A judge looked at Rex Heuermann and asked if he was even a little bit sorry for the eight women he strangled to death. Heuermann barely answered. The judge called him a disgusting, despicable small man. Called him a coward. Then told the officers to get him out of his courtroom. The families chanted ogre as he was led away in handcuffs.
That was the end of Rex Heuermann’s sentencing. It was not the end of his usefulness. Before any of that happened, Heuermann agreed to something as part of his plea deal. He will sit down with the FBI’s Behavioral Analysis Unit and tell them everything — how he chose eight women, how he killed them, how he hid it for seventeen years while running a Manhattan architecture practice and raising a family in the suburbs.

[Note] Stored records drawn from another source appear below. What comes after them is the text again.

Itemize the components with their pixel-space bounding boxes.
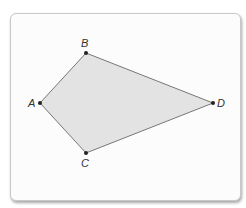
vertex-label-d: D <box>217 97 225 109</box>
vertex-label-a: A <box>27 97 35 109</box>
vertex-point-d <box>211 101 215 105</box>
kite-diagram: A B C D <box>0 0 246 208</box>
vertex-label-b: B <box>81 37 88 49</box>
kite-polygon <box>40 53 213 153</box>
vertex-point-b <box>84 51 88 55</box>
vertex-point-c <box>84 151 88 155</box>
vertex-label-c: C <box>81 157 89 169</box>
vertex-point-a <box>38 101 42 105</box>
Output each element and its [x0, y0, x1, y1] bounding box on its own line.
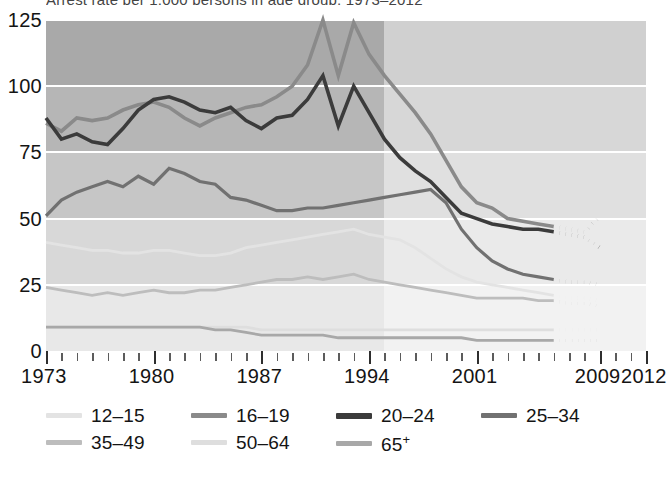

His defense attorney says he is required to be truthful, accurate, and complete. The DA calls it a clinical exercise, not an investigative one. And here is the hard truth nobody in that courtroom wants to hear: Heuermann is going to enjoy every second of it. The attention. The importance. Being studied. Walking the FBI through his work like he is giving a lecture.
So why is the FBI doing it? What have fifty years of sitting across from killers actually produced? And what did Amanda Funderburg tell that courtroom about the phone call Heuermann made to her after he killed her sister?
(Continued In Video 👆)
This publication contains commentary and opinion based on publicly available information. All individuals are presumed innocent until proven guilty in a court of law. Nothing published here should be taken as a statement of fact, health or legal advice.